Sunday, May 08, 2022

Mother's Day's Complicated History With Flowers

I was thinking, enough with the blog posts about invasive plants and weeds. Time again for some pretty flowers, especially since it's May, and Mother's Day is today. Wondering if flowers had long been part of the Mother's Day tradition, I looked up Mother's Day on wikipedia, and things got complicated fast. Though elsewhere in the world there had been Mothering Days when people were supposed to visit the Mother Church where they had been baptized, Mother's Day in the U.S. finally came into being through the initiative and persistence of Anna Jarvis. 

Following the carnage of the Civil War, and before Anna Jarvis entered the scene, there had been efforts to celebrate mothers as a force in the world for peaceful settlement of differences, but none of the events had evolved into a tradition. 

The death of Anna Jarvis's mother on the second Sunday in May, 1905, spurred Anna into action. Nine years of advocacy ultimately led to Woodrow Wilson's signature proclaiming an official Mother's Day in 1914, just in time for the outbreak of WWI several months later. Note the placement of the apostrophe. Rather than a celebration of mothers in general, Anna's vision was a very personal affair, in which people would give handwritten notes expressing gratitude for all that their own mothers had done for them. Anna distributed white carnations at the first formal Mother's Day event in 1908, but ultimately would spend the rest of her life fighting the commercialization of the day by the florist, card, and candy industries.

To honor the brave founder of the holiday, therefore, it looks like the best course of action would be to write a note of personal gratitude on something other than a Mother's Day gift card, perhaps accompanied by some flowers cut from the backyard. Lilacs, anyone? That could be followed by a stroll past some gardens with flowers in bloom.

Below are a random assortment of flowers that you might encounter, though the reader is to be discouraged from picking unless they are growing in your own yard.

A few from my own yard. This is Siberian bugloss, which is often confused with
forget-me-nots, which are paler, less robust, and have much smaller leaves.

Witch Alder (Fothergilla) is an attractive native shrub that I haven't seen growing naturally in our area but is available in nurseries.
At Herrontown Woods and other local preserves, you'll see lots of blackhaw Viburnums with lots of small disks of flowers. "Blackhaw" means black berry, which makes for a tasty treat in the fall. Flowering dogwoods, not shown, are also blooming in the woods and in people's yards now, with much larger, single flowers.
These native azaleas, nurtured in the Barden at Herrontown Woods, have probably popped open by now. An experienced gardener sees the full bloom even in partially opened flowers.
Up at the Veblen House, where the flora shift from native towards English garden, people ask what these pretty white or blue flowers are that spread across the lawn. Ajuga--a member of the mint family. Some people call it bugleweed.
Ever seen these and wondered what they were? So have I. Fritillarias have persisted in the Veblen garden from at least the 1970s, 
along with a few primrose. 

Some of these flowers may extend back to when Elizabeth Veblen was living there, pretty much on her own after Oswald died in 1960. 

In fact, there's no need for guesswork. Here's the same flower from a photo Oswald Veblen took in the 1950s.

Elizabeth had no children, but is best known for giving birth to the tradition of tea at the Institute for Advanced Study, and left her house and garden to the public trust. Her nickname was May. She and her husband gave us the month of May in Herrontown Woods--a beautiful thing--and all the other months as well. Our letters of thanks take many forms, including cutting back invasive shrubs and pulling weeds so these flowers can flourish once again.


WHAT IS REQUIRED: Repeat exactly the lines of the entries below from the one with "Identify the location of strong: Phone:." through the one with "Image resolution: width=1392", both ends included, and nothing else.

Stored data entries:
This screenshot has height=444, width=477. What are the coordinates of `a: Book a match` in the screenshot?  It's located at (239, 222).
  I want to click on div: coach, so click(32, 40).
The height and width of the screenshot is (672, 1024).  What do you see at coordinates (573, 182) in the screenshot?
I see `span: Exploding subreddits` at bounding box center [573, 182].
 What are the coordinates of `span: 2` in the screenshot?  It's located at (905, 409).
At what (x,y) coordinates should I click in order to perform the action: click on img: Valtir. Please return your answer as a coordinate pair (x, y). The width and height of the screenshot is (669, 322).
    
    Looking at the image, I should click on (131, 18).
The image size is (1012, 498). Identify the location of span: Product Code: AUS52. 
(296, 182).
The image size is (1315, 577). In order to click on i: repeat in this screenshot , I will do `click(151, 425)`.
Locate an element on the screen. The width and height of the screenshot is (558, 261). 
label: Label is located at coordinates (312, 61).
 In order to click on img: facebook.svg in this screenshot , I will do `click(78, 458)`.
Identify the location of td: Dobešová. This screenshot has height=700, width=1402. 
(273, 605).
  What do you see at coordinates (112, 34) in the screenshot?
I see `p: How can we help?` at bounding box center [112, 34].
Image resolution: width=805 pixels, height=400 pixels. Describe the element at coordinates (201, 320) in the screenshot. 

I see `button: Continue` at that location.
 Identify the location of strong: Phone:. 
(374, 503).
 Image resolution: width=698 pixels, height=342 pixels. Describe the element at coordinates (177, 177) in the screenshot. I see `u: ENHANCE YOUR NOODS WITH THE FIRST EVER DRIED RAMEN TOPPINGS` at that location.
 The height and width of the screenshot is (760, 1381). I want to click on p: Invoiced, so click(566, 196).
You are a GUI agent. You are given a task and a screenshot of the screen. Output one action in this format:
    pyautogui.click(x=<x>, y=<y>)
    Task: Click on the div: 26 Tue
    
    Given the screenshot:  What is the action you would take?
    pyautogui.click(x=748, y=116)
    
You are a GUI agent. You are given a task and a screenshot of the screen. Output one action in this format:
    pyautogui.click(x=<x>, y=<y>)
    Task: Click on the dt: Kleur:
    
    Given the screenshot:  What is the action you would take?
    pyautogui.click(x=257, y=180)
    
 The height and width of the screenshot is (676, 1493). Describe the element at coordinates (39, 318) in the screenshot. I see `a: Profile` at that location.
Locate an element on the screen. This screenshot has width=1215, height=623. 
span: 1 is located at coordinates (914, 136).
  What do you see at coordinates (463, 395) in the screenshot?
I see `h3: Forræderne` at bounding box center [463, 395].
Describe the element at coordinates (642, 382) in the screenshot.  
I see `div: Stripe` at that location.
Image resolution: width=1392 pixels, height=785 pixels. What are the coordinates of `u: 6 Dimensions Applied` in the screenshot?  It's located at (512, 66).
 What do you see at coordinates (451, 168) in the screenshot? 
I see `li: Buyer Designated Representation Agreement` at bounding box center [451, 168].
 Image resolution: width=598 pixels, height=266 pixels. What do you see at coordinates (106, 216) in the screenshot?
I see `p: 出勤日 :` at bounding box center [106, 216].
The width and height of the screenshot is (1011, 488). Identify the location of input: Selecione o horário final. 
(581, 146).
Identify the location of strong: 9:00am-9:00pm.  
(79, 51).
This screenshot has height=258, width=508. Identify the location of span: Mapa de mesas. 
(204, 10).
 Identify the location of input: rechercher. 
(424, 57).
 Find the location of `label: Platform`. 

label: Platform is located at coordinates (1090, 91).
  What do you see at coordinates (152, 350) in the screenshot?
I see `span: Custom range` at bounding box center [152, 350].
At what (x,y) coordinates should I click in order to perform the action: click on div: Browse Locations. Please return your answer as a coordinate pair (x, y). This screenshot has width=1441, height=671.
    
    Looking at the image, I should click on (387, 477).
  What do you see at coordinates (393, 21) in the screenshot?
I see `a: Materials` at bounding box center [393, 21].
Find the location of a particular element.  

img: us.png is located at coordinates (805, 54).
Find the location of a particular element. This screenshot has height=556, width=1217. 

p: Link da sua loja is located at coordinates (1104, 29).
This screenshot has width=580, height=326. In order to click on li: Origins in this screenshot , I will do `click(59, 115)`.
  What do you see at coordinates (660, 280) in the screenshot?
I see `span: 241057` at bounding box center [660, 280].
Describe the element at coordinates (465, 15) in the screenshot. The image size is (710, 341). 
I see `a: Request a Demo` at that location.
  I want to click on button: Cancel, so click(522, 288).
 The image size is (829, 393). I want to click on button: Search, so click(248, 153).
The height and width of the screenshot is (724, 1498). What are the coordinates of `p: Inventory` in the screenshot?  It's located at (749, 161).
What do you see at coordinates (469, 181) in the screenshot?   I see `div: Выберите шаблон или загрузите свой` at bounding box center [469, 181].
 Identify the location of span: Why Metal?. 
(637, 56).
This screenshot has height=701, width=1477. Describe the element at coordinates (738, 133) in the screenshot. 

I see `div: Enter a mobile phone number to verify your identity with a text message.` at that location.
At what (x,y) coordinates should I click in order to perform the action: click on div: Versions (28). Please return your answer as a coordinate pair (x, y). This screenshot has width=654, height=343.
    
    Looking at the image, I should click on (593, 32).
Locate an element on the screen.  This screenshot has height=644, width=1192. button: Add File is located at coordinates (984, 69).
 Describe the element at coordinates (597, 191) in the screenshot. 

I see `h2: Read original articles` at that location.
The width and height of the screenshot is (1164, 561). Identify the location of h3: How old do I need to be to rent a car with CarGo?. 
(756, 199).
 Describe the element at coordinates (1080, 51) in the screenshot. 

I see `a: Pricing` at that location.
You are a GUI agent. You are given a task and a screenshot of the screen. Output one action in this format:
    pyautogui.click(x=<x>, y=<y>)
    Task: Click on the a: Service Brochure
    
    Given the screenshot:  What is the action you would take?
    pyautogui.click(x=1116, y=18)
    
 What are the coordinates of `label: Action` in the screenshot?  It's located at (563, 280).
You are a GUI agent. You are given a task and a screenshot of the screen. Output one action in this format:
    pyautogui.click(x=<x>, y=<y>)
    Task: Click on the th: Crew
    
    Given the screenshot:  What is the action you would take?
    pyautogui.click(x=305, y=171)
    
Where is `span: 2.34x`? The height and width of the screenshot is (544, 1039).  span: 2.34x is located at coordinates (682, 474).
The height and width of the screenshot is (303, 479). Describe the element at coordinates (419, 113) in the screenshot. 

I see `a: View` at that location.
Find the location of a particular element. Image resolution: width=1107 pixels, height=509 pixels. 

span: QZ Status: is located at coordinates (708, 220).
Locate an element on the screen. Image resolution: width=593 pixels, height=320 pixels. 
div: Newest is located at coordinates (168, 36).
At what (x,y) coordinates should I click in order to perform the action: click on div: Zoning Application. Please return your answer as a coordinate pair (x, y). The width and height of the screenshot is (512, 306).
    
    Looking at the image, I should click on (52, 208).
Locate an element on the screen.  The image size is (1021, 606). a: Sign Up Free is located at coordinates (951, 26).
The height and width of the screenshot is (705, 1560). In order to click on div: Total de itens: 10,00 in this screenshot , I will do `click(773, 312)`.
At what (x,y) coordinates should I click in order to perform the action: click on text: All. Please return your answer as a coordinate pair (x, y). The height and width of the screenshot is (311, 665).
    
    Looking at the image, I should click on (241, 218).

ANSWER TO THIS PROBLEM:
 Identify the location of strong: Phone:. 
(374, 503).
 Image resolution: width=698 pixels, height=342 pixels. Describe the element at coordinates (177, 177) in the screenshot. I see `u: ENHANCE YOUR NOODS WITH THE FIRST EVER DRIED RAMEN TOPPINGS` at that location.
 The height and width of the screenshot is (760, 1381). I want to click on p: Invoiced, so click(566, 196).
You are a GUI agent. You are given a task and a screenshot of the screen. Output one action in this format:
    pyautogui.click(x=<x>, y=<y>)
    Task: Click on the div: 26 Tue
    
    Given the screenshot:  What is the action you would take?
    pyautogui.click(x=748, y=116)
    
You are a GUI agent. You are given a task and a screenshot of the screen. Output one action in this format:
    pyautogui.click(x=<x>, y=<y>)
    Task: Click on the dt: Kleur:
    
    Given the screenshot:  What is the action you would take?
    pyautogui.click(x=257, y=180)
    
 The height and width of the screenshot is (676, 1493). Describe the element at coordinates (39, 318) in the screenshot. I see `a: Profile` at that location.
Locate an element on the screen. This screenshot has width=1215, height=623. 
span: 1 is located at coordinates (914, 136).
  What do you see at coordinates (463, 395) in the screenshot?
I see `h3: Forræderne` at bounding box center [463, 395].
Describe the element at coordinates (642, 382) in the screenshot.  
I see `div: Stripe` at that location.
Image resolution: width=1392 pixels, height=785 pixels. What are the coordinates of `u: 6 Dimensions Applied` in the screenshot?  It's located at (512, 66).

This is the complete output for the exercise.